Blanche went on to boast about how the president is utterly transparent regarding his questionable business practices: “I don’t have a comment on it beyond Trump has been completely transparent when his family travels for business reasons. They don’t do so in secret. We don’t learn about it when we find a laptop a few years later. We learn about it when it’s happening.”
Sadly, Stephanopoulos didn’t offer the obvious response, which may have gone something like this: “OK, but the president and countless leading Republicans insisted that President Biden was the head of what they dubbed ‘the Biden Crime family’ and insisted his business dealings were corrupt, and indeed that his corruption merited impeachment. So how is being ‘transparent’ about similar corruption a defense?”

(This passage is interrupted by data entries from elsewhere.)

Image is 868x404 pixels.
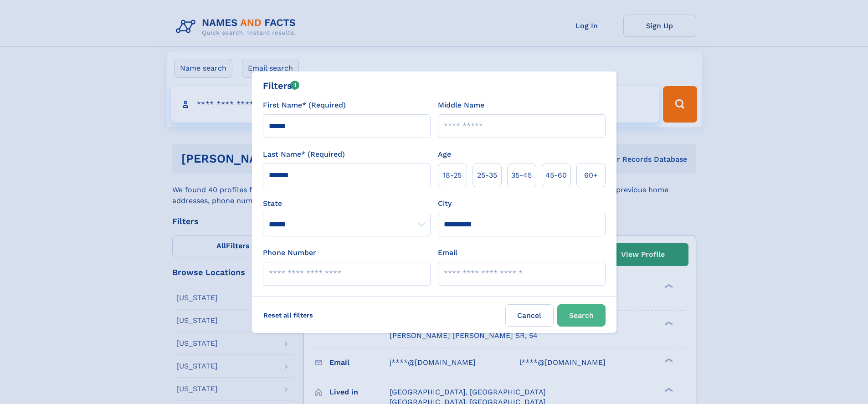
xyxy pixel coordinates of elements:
span: 25‑35 [477,170,497,181]
label: State [263,198,431,209]
label: Cancel [506,304,553,326]
label: Age [438,149,451,160]
label: Reset all filters [257,304,319,326]
label: Last Name* (Required) [263,149,345,160]
button: Search [558,304,605,326]
label: City [438,198,452,209]
label: First Name* (Required) [263,100,346,111]
span: 18‑25 [443,170,462,181]
div: Filters [263,79,300,92]
label: Middle Name [438,100,485,111]
span: 35‑45 [512,170,532,181]
span: 60+ [585,170,598,181]
span: 45‑60 [545,170,567,181]
label: Email [438,248,458,258]
label: Phone Number [263,248,317,258]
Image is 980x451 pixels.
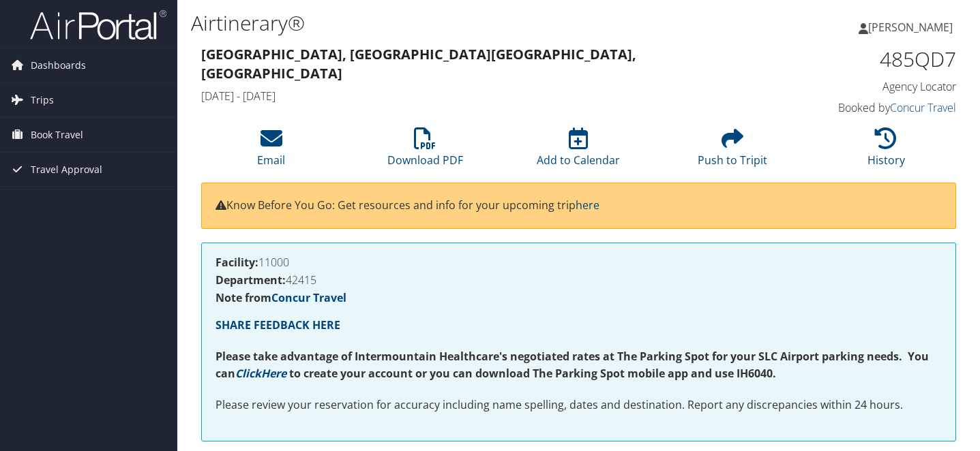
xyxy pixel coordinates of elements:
[216,275,942,286] h4: 42415
[216,318,340,332] a: SHARE FEEDBACK HERE
[31,153,103,187] span: Travel Approval
[216,255,259,270] strong: Facility:
[698,135,767,168] a: Push to Tripit
[575,198,599,213] a: here
[216,291,347,305] strong: Note from
[216,273,286,288] strong: Department:
[271,291,347,305] a: Concur Travel
[201,89,762,104] h4: [DATE] - [DATE]
[387,135,463,168] a: Download PDF
[30,9,167,41] img: airportal-logo.png
[235,366,261,381] a: Click
[257,135,285,168] a: Email
[289,366,776,381] strong: to create your account or you can download The Parking Spot mobile app and use IH6040.
[536,135,620,168] a: Add to Calendar
[216,397,942,414] p: Please review your reservation for accuracy including name spelling, dates and destination. Repor...
[216,197,942,215] p: Know Before You Go: Get resources and info for your upcoming trip
[890,100,956,115] a: Concur Travel
[859,7,966,47] a: [PERSON_NAME]
[31,48,86,82] span: Dashboards
[783,45,956,74] h1: 485QD7
[783,79,956,94] h4: Agency Locator
[31,83,54,117] span: Trips
[216,257,942,268] h4: 11000
[868,20,953,35] span: [PERSON_NAME]
[868,135,905,168] a: History
[783,100,956,115] h4: Booked by
[261,366,287,381] a: Here
[31,118,83,152] span: Book Travel
[191,9,708,38] h1: Airtinerary®
[216,349,929,382] strong: Please take advantage of Intermountain Healthcare's negotiated rates at The Parking Spot for your...
[201,45,636,82] strong: [GEOGRAPHIC_DATA], [GEOGRAPHIC_DATA] [GEOGRAPHIC_DATA], [GEOGRAPHIC_DATA]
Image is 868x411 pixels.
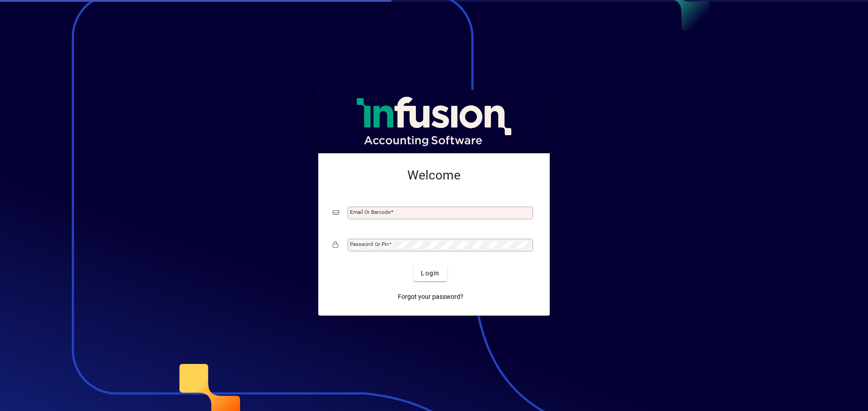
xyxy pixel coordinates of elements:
[421,269,439,278] span: Login
[414,265,447,281] button: Login
[350,241,388,247] mat-label: Password or Pin
[398,292,463,301] span: Forgot your password?
[332,168,535,183] h2: Welcome
[350,209,390,215] mat-label: Email or Barcode
[394,288,467,305] a: Forgot your password?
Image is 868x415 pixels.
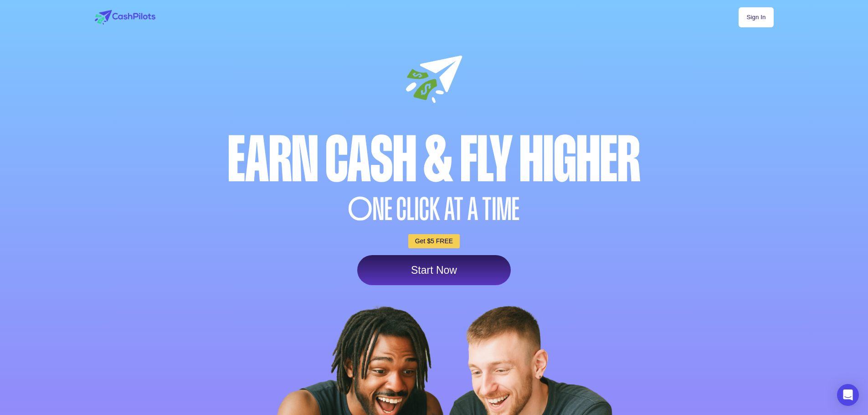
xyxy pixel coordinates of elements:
img: logo [95,10,155,25]
div: Open Intercom Messenger [836,384,859,406]
a: Get $5 FREE [408,234,459,248]
span: O [348,194,372,225]
div: NE CLICK AT A TIME [92,194,776,225]
a: Sign In [738,7,773,27]
div: Earn Cash & Fly higher [92,128,776,191]
a: Start Now [357,255,511,285]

Now, I should be clear that I do think the Biden family’s business dealings were corrupt, whether or not laws were broken. Others disagree. I also think Trump’s business dealings appear to be worse in many ways than even what Biden was alleged to have done. But none of that is relevant. The standard set by Trump and Republicans is the relevant political standard, and by the deputy attorney general’s own account, the Trump administration is doing “exactly the same thing,” just more openly.
Since when is being more transparent about wrongdoing a defense? Try telling a cop or judge, “Yes, I robbed that bank. I’ve been completely transparent about that. So, what’s the big deal?”
This is just a small example of the broader dysfunction in the way we talk about politics.
Americans have a special hatred for hypocrisy. I think it goes back to the founding era. As Alexis de Tocqueville observed in “Democracy In America,” the old world had a different way of dealing with the moral shortcomings of leaders. Rank had its privileges. Nobles, never mind kings, were entitled to behave in ways that were forbidden to the little people.
In America, titles of nobility were banned in the Constitution and in our democratic culture. In a society built on notions of equality (the obvious exceptions of Black people, women, Native Americans notwithstanding) no one has access to special carve-outs or exemptions as to what is right and wrong. Claiming them, particularly in secret, feels like a betrayal against the whole idea of equality.
The problem in the modern era is that elites — of all ideological stripes — have violated that bargain. The result isn’t that we’ve abandoned any notion of right and wrong. Instead, by elevating hypocrisy to the greatest of sins, we end up weaponizing the principles, using them as a cudgel against the other side but not against our own.
Pick an issue: violent rhetoric by politicians, sexual misconduct, corruption and so on. With every revelation, almost immediately the debate becomes a riot of whataboutism. Team A says that Team B has no right to criticize because they did the same thing. Team B points out that Team A has switched positions. Everyone has a point. And everyone is missing the point.
Sure, hypocrisy is a moral failing, and partisan inconsistency is an intellectual one. But neither changes the objective facts. This is something you’re supposed to learn as a child: It doesn’t matter what everyone else is doing or saying, wrong is wrong. It’s also something lawyers like Mr. Blanche are supposed to know. Telling a judge that the hypocrisy of the prosecutor — or your client’s transparency — means your client did nothing wrong would earn you nothing but a laugh.